Disputing the common misconception that nihilism is wholly negative and necessarily damaging to the human spirit, John Marmysz offers a clear and complete definition to argue that it is compatible, and indeed preferably responded to, with an attitude of good humor. He carefully scrutinizes the phenomenon of nihilism as it appears in the works, lives, and actions of key figures in the history of philosophy, literature, politics, and theology, including Nietzsche, Heidegger, Camus, and Mishima. While suggesting that there ultimately is no solution to the problem of nihilism, Marmysz proposes a way of utilizing the anxiety and despair that is associated with the problem as a spur toward liveliness, activity, and the celebration of life.
Inhaltsverzeichnis
Acknowledgments
Introduction: The Problem of Nihilism
PART I: Scrutinizing Nihilism
1. German and Russian Nihilism
German Nihilism
Russian Nihilism
2. Nietzschean Nihilism
The Christian, the Anarchist, and Socrates
Apollo and Dionysus
Healthy Culture and the Well-Ordered Society
Ascent, Decline, and the Eternal Return of the Same
Heidegger and Nietzsche
3. World-War and Postwar Nihilism
The National Socialists
Camus and the Existentialists
Yukio Mishima and Asian Nihilism
Nihilism in America
4. Nihilistic Incongruity
The Descriptive, Normative, and Fatalistic Premises of Nihilism
The Historical Complication
Pyrrho, Stirner, Rorty, and Skeptical Pragmatism
PART II: Decline, Ascent, and Humor
5. Decline, Decay, and Falling Away
6. Ambition, Aspiration, and Ascent
7. Humor and Incongruity
Jokes
Comedy
Humor
Conclusion: Humor as a Response to Nihilism
Postscript
Notes
Bibliography
Index
Über den Autor
John Marmysz teaches Philosophy at Corning Community College.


• _INSTRUCTIONS FOR THE TASK_:
The output must consist only of the lines from the one with "detect and localize" through the end of the listing, restated exactly and free of pictures.

• _DATA EXCERPTS_:
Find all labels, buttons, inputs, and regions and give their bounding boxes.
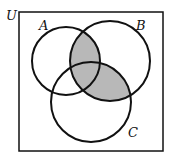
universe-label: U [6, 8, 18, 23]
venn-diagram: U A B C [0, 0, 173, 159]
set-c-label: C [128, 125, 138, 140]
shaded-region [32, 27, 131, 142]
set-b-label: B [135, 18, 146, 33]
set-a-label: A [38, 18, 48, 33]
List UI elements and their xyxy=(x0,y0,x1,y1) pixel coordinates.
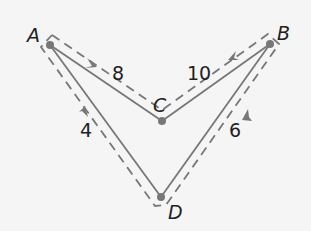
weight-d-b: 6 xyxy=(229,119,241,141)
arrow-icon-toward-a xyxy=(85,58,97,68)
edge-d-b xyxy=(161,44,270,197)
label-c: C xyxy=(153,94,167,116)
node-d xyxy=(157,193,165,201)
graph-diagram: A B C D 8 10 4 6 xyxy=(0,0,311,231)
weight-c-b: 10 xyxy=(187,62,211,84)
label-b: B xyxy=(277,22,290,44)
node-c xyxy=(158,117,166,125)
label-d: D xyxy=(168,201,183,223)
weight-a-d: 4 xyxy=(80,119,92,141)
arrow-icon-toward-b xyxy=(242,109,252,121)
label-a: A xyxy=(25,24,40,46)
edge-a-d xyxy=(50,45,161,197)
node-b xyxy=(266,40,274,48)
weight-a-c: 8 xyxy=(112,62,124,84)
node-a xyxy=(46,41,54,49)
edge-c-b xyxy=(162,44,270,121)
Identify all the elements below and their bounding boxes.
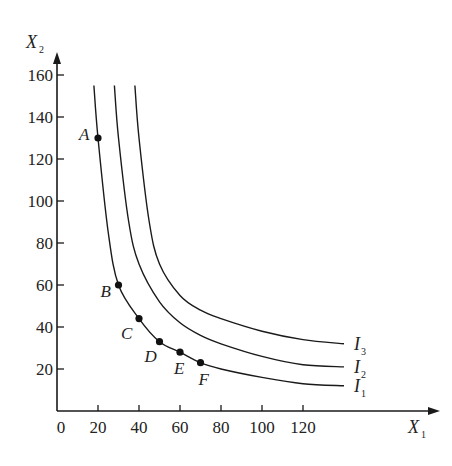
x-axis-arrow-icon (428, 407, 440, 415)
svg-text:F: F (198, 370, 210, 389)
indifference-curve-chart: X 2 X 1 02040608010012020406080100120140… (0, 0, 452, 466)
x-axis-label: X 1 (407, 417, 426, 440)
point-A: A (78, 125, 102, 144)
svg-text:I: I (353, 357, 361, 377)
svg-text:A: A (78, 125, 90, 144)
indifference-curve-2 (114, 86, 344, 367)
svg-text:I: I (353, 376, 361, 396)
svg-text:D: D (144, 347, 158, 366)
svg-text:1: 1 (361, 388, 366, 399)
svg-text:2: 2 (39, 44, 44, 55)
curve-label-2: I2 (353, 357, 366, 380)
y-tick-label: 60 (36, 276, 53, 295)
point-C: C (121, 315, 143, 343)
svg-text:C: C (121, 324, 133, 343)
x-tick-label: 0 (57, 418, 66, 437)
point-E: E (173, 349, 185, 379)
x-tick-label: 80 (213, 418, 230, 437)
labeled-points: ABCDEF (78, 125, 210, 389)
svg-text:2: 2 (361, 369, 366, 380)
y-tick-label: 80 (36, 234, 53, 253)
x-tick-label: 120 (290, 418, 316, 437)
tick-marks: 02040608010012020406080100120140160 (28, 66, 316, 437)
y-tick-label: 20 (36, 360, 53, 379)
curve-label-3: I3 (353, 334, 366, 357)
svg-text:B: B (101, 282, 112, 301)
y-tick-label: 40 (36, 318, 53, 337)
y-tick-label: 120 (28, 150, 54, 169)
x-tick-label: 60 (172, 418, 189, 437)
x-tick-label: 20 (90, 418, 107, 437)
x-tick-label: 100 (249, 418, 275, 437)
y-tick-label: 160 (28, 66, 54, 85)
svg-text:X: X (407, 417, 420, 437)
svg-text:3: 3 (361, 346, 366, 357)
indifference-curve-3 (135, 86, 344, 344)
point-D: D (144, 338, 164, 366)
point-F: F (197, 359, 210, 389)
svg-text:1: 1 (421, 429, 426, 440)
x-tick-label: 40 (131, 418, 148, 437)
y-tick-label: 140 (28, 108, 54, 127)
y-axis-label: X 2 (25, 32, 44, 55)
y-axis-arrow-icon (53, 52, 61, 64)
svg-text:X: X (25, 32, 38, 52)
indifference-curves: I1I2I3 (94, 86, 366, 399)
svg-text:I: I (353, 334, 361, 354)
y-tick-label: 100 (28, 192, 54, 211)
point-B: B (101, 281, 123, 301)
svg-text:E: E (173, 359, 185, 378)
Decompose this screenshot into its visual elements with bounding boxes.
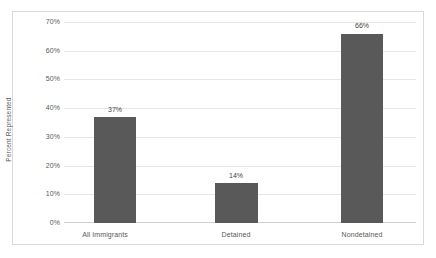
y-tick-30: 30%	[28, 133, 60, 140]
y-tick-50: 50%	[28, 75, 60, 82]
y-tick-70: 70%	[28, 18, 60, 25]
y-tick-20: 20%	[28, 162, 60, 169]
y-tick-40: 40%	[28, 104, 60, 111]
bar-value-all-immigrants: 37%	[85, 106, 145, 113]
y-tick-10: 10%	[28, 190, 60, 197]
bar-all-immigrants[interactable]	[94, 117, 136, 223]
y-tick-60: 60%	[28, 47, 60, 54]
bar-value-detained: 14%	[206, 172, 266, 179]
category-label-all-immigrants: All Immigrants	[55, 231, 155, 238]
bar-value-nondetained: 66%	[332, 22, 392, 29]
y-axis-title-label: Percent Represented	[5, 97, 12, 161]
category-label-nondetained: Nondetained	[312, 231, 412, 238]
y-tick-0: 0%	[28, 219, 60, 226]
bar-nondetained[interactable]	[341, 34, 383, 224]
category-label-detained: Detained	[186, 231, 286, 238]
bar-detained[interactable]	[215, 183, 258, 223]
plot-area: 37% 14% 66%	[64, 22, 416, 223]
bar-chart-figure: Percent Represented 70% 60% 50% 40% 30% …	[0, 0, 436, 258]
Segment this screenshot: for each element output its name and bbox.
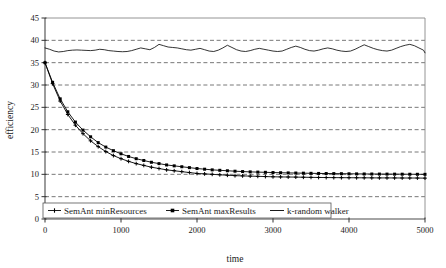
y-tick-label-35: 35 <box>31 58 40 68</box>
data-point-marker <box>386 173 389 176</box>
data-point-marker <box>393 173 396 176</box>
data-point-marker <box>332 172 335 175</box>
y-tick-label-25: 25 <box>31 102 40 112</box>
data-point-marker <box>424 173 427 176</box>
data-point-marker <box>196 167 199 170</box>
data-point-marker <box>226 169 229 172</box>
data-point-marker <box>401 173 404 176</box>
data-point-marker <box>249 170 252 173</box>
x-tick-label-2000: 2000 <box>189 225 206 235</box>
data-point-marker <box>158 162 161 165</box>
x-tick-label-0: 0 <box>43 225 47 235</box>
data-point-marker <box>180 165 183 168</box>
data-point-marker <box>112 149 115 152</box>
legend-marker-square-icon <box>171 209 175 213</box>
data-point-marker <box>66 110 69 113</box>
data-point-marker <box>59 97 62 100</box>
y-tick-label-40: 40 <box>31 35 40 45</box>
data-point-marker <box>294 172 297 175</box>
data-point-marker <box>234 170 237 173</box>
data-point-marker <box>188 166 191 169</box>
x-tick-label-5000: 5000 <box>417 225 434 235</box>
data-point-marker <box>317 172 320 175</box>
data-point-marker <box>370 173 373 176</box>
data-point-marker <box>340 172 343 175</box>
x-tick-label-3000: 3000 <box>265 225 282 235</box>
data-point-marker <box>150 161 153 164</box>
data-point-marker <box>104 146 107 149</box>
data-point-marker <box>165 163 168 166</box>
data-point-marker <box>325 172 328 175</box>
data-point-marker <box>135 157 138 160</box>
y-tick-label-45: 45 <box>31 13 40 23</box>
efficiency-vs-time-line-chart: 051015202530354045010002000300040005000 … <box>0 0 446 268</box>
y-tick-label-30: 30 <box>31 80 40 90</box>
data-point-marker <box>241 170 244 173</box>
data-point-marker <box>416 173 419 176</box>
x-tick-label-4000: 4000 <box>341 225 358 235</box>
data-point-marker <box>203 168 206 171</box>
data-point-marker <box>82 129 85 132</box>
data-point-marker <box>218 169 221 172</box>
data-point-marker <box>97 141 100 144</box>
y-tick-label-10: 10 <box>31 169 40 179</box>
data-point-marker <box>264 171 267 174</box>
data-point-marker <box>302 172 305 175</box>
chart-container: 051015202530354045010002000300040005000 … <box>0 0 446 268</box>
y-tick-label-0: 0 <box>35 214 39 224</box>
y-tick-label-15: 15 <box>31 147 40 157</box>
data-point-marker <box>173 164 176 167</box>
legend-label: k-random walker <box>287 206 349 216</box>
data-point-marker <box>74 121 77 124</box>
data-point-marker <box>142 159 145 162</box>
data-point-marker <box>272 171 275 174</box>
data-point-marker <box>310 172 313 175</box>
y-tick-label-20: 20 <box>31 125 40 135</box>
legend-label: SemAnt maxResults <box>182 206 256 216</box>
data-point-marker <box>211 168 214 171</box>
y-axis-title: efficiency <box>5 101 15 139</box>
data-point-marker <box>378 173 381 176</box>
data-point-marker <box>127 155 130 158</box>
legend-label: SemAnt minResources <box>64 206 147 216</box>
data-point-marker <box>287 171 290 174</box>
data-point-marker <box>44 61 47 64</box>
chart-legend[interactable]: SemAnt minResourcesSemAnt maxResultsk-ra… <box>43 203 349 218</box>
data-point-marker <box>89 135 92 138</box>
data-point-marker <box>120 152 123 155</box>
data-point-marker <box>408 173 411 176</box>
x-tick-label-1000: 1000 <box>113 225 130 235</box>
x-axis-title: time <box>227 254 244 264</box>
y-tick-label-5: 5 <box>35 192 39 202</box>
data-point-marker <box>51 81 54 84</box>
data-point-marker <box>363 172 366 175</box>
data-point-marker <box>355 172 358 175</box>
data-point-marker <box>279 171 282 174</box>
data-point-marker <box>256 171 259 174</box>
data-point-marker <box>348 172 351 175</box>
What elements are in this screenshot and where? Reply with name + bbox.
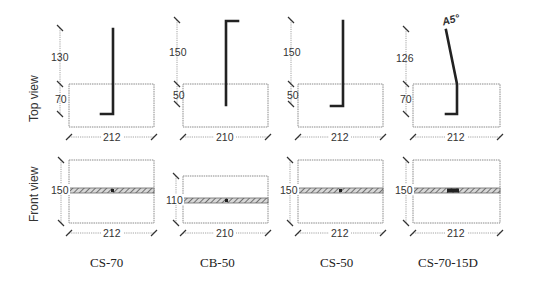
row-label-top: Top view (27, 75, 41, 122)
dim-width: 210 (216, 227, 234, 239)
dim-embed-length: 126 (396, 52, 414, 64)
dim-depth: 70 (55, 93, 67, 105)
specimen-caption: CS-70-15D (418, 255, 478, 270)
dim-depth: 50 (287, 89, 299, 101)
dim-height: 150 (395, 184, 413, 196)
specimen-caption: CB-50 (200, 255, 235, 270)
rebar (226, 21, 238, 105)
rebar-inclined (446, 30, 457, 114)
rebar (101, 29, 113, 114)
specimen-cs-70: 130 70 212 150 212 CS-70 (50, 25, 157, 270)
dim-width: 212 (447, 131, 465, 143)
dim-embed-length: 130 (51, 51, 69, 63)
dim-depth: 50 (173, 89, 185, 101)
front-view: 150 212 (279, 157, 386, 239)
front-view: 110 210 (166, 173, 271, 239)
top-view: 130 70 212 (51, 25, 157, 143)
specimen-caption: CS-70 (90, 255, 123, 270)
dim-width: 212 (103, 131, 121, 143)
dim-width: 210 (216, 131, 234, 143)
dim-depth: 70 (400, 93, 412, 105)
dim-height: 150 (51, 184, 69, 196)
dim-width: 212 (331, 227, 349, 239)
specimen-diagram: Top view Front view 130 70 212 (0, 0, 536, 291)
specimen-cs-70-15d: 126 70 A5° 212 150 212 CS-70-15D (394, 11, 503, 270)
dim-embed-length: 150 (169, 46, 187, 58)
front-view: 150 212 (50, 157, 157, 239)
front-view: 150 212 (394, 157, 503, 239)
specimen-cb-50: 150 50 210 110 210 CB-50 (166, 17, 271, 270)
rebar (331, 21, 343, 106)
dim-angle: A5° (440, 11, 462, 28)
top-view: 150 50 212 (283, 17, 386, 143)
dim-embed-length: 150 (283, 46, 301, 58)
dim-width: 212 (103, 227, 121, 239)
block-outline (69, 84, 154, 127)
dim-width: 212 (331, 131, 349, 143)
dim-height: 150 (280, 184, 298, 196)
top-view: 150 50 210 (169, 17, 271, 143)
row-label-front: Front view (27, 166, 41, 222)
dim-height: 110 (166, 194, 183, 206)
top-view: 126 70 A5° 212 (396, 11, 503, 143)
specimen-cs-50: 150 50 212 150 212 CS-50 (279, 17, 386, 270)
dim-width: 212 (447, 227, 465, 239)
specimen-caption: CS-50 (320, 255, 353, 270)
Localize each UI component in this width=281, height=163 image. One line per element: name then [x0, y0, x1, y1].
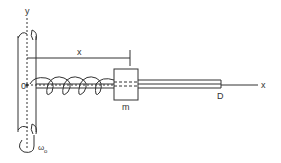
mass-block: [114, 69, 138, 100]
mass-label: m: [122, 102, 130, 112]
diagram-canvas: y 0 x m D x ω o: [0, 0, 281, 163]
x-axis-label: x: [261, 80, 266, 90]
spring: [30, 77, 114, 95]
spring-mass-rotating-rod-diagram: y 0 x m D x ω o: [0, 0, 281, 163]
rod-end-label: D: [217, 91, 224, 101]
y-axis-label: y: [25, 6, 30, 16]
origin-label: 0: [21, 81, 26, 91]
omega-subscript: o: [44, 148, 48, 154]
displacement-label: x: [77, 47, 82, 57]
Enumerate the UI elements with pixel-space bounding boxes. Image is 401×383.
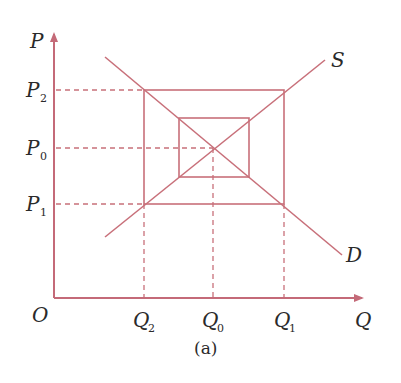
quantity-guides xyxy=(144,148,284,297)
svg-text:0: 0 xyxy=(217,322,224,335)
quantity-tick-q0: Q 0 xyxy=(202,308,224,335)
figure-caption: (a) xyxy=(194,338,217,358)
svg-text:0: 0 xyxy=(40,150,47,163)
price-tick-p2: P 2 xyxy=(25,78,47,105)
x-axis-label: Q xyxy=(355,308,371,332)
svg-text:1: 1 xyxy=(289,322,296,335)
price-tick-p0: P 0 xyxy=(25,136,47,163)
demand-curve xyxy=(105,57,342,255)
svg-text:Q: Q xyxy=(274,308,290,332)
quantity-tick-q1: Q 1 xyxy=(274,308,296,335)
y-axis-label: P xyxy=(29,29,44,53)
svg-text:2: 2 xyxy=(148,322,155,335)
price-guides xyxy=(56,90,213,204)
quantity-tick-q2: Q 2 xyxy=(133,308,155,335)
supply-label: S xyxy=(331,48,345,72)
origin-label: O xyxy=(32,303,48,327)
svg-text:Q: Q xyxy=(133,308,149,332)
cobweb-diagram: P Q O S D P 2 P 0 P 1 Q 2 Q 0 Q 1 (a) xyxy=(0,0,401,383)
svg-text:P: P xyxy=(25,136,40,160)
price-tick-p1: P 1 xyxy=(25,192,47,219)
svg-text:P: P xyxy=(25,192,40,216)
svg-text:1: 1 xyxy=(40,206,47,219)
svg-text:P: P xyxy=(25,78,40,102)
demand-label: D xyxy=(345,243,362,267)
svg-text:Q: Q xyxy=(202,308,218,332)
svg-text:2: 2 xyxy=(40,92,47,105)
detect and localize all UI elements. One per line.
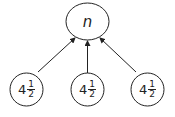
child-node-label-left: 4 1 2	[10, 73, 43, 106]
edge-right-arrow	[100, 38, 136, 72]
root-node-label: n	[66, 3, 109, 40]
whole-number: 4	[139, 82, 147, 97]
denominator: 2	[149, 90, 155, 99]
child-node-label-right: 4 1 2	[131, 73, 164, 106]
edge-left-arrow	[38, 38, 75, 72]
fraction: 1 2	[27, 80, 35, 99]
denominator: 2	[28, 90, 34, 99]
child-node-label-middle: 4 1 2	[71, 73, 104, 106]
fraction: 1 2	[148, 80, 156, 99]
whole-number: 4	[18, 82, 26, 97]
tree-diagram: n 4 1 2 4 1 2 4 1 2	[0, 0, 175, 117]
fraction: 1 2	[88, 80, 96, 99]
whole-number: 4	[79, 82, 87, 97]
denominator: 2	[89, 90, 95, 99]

• _REPLY TO THE EXERCISE_:
detect and localize all UI elements. One per line.
child-node-label-left: 4 1 2	[10, 73, 43, 106]
edge-right-arrow	[100, 38, 136, 72]
root-node-label: n	[66, 3, 109, 40]
whole-number: 4	[139, 82, 147, 97]
denominator: 2	[149, 90, 155, 99]
child-node-label-right: 4 1 2	[131, 73, 164, 106]
edge-left-arrow	[38, 38, 75, 72]
fraction: 1 2	[27, 80, 35, 99]
denominator: 2	[28, 90, 34, 99]
child-node-label-middle: 4 1 2	[71, 73, 104, 106]
fraction: 1 2	[148, 80, 156, 99]
whole-number: 4	[18, 82, 26, 97]
tree-diagram: n 4 1 2 4 1 2 4 1 2	[0, 0, 175, 117]
fraction: 1 2	[88, 80, 96, 99]
whole-number: 4	[79, 82, 87, 97]
denominator: 2	[89, 90, 95, 99]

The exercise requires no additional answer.